Many of these “reforms” also occurred concurrently in other states and even under Liberal governments as was the case with abortion and euthanasia in New South Wales and abortion in South Australia.

Palaszczuk was part of the current crop of politicians from both Labor and Liberal who either ushered in radical social policy or acquiesced to it by either openly supporting it or remaining largely silent.

Like her counterparts in the other states, Palaszczuk also pursued net zero policies with no thought to the engineering or economic realities of shutting down cheap and reliable coal and gas and replacing them with expensive and unreliable windmills and solar panels.

Palaszczuk is the last of the “Covid era” Premiers, who with former Prime Minister Scott Morrison, were responsible for a draconian and costly over-reaction to the lab leak from Wuhan.
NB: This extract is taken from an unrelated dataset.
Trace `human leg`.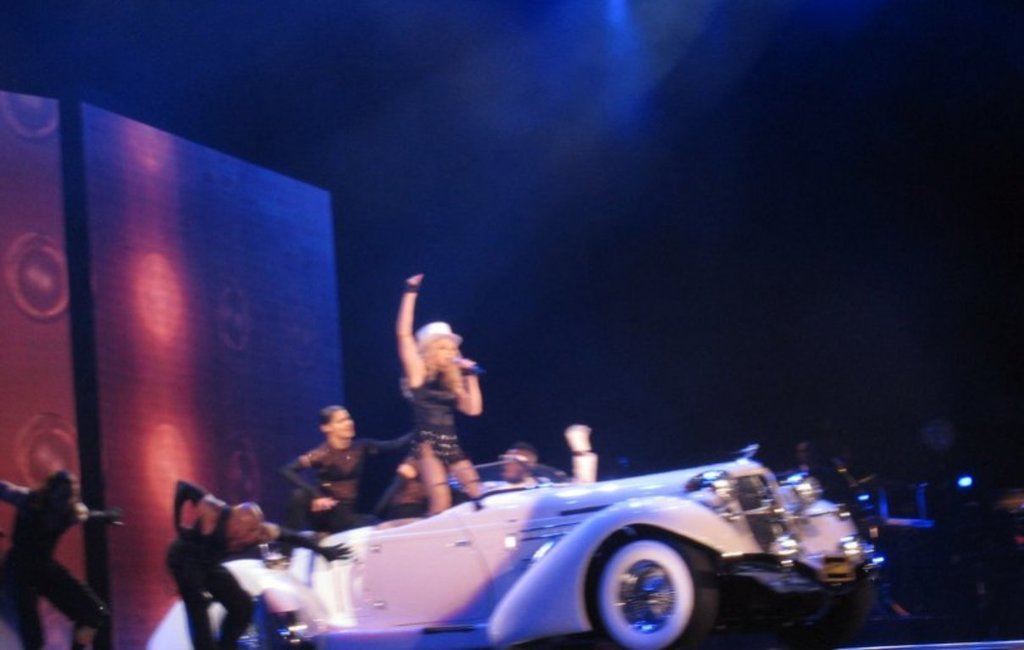
Traced to [200, 560, 257, 649].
As Palaszczuk leaves, she has pledged Labor will remove restrictions on the buying and selling of young women for sex, despite evidence of its harms and other countries moving away from this to criminalising men who buy women.

She has also pledged to introduce laws next year allowing nurses and midwives to kill unborn babies for the first time using abortion pills.

Jockeying to replace Palaszczuk, after un-elected union heavyweights pressured her into resigning, has begun.

One of the contenders, Health Minister Shannon Fentiman, thinks a woman can have a penis – a view sadly shared by too many politicians.

Another, Steven Miles, cited abortion and euthanasia as two of Palaszczuk’s greatest achievements. So much for the cost of living crisis, which has only been made worse by high government debt and its electricity grid-crippling net zero policies.

Sadly the LNP, which should win government at the October election, is unlikely to unwind the damage.

Opposition leader David Crisafulli has promised that there will be no changes to abortion and euthanasia laws and the LNP remains on board with net zero.

This is why Family First intends to run candidates. While it is difficult for minor parties to win in Queensland because there is no upper house, a family-focussed party can shape outcomes through principled preferencing of candidates who share its values.